_ACTIVITY_:
Out of the data below, copy every line with the string "will".

_DATA_:
▼▼▼

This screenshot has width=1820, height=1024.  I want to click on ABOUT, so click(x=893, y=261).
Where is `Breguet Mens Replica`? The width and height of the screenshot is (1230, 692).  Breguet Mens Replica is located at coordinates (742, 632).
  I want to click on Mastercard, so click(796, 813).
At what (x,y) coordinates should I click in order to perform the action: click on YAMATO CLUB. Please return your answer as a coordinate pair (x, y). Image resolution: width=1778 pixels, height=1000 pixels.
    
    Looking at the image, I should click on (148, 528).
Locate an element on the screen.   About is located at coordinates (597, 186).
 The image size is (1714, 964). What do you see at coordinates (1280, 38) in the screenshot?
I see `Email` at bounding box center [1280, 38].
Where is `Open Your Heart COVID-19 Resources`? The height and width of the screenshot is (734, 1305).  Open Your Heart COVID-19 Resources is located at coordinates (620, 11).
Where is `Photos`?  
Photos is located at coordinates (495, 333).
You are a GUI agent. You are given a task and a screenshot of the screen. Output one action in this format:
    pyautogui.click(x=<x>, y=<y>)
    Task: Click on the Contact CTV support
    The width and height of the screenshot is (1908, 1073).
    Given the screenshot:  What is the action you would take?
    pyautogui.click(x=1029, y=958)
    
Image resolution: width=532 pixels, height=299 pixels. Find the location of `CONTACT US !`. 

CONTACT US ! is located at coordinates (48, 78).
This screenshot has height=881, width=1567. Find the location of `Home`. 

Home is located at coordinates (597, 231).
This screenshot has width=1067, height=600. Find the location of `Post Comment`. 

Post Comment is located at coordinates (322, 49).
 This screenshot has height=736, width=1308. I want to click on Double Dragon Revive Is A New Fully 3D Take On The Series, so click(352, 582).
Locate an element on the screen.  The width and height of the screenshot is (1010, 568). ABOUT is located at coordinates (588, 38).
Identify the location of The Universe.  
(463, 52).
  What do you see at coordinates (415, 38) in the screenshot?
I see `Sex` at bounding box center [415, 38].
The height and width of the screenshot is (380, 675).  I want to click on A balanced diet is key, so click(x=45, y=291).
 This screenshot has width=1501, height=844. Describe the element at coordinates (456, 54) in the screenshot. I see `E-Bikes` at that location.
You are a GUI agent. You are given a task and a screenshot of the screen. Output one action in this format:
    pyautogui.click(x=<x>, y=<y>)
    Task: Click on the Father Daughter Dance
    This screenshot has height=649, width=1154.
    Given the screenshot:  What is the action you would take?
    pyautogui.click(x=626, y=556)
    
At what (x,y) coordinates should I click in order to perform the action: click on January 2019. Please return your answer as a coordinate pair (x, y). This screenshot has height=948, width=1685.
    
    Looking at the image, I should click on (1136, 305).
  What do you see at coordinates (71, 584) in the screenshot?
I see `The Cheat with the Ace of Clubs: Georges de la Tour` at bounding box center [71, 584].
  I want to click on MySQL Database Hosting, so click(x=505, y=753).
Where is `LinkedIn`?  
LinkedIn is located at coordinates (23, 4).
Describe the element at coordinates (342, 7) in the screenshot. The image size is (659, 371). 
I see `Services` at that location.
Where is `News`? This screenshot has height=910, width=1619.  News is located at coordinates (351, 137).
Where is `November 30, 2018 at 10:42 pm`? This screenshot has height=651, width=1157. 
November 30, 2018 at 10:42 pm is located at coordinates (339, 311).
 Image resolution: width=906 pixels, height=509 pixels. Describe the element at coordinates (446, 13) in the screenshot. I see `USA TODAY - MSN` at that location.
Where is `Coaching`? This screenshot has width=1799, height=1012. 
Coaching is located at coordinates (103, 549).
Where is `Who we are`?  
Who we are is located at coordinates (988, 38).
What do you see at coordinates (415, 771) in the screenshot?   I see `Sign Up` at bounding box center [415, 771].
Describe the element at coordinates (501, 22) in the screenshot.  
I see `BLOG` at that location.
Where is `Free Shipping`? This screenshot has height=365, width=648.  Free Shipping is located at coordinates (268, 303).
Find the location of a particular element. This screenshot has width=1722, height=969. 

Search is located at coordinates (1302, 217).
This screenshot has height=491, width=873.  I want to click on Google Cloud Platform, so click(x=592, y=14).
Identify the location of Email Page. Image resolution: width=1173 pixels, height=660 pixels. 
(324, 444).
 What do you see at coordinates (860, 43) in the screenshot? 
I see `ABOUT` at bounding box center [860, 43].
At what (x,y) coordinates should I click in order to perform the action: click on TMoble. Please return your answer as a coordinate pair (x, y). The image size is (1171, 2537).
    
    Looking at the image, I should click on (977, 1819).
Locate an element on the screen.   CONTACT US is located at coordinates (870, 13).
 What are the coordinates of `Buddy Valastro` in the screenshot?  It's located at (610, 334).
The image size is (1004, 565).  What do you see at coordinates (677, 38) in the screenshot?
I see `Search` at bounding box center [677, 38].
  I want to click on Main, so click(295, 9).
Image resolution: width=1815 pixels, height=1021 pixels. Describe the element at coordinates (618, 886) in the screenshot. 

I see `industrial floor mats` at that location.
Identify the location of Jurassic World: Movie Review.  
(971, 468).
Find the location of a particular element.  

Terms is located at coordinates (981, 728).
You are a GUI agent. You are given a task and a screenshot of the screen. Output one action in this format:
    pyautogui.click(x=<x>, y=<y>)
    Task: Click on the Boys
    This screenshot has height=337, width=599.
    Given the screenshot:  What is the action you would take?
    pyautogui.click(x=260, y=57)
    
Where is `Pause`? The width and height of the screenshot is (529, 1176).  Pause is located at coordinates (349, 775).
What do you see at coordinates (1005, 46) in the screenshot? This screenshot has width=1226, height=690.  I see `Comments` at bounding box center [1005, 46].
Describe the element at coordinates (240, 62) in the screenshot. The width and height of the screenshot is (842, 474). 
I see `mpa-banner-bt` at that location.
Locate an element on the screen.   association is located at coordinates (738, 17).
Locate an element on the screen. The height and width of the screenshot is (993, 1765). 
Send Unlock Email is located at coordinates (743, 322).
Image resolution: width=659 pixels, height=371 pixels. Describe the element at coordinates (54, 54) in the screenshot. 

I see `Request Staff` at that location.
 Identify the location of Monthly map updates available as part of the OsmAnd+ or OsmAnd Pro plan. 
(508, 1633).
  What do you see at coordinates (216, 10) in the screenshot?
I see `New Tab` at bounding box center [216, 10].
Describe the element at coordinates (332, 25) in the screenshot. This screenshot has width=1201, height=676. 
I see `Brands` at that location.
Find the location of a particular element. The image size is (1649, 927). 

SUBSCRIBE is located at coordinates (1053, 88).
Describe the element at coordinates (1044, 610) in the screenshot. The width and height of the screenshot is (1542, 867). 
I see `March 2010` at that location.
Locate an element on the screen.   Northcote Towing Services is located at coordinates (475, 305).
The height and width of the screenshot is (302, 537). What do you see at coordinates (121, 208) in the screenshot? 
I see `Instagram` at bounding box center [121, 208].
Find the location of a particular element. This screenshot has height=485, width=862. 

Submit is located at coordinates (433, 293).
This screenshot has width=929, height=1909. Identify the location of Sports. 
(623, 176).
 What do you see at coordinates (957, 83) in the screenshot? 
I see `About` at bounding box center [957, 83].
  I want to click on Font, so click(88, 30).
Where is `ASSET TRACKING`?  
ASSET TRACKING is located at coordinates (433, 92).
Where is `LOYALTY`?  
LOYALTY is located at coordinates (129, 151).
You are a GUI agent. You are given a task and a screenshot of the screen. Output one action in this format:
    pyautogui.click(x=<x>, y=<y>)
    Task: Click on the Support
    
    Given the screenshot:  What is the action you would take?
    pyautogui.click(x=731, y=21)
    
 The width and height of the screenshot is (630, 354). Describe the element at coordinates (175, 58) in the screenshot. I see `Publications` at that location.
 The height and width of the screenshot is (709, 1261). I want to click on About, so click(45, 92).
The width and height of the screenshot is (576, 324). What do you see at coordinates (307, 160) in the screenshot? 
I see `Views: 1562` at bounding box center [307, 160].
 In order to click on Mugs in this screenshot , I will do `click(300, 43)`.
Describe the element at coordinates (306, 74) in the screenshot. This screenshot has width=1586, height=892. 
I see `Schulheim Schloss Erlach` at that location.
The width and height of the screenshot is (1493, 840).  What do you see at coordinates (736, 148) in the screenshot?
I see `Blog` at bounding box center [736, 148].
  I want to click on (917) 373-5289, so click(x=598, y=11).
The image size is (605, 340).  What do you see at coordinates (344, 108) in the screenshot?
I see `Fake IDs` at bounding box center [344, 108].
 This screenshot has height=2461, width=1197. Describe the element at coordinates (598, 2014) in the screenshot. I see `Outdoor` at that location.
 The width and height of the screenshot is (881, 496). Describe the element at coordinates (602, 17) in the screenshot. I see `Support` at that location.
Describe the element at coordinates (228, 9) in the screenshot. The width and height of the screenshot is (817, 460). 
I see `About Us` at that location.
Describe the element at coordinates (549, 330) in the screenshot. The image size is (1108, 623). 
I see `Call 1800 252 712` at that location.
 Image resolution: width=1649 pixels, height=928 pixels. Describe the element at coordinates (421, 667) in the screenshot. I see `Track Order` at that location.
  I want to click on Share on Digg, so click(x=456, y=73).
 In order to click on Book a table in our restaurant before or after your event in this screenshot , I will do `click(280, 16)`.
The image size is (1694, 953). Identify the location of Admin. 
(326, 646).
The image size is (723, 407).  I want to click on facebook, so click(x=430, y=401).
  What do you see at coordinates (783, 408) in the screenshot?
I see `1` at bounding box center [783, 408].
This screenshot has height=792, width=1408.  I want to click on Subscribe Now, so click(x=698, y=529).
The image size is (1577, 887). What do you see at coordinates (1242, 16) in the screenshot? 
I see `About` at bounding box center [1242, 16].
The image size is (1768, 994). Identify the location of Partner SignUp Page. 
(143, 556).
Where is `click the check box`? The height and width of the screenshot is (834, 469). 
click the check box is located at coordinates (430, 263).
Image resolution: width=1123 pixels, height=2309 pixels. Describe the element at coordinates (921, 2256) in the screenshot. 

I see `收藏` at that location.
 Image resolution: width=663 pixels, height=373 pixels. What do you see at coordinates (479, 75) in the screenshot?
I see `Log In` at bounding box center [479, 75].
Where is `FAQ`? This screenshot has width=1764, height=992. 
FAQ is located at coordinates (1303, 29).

▲▲▲

_RESULT FOR THIS TASK_:
 In order to click on Mugs in this screenshot , I will do `click(300, 43)`.
 In order to click on Book a table in our restaurant before or after your event in this screenshot , I will do `click(280, 16)`.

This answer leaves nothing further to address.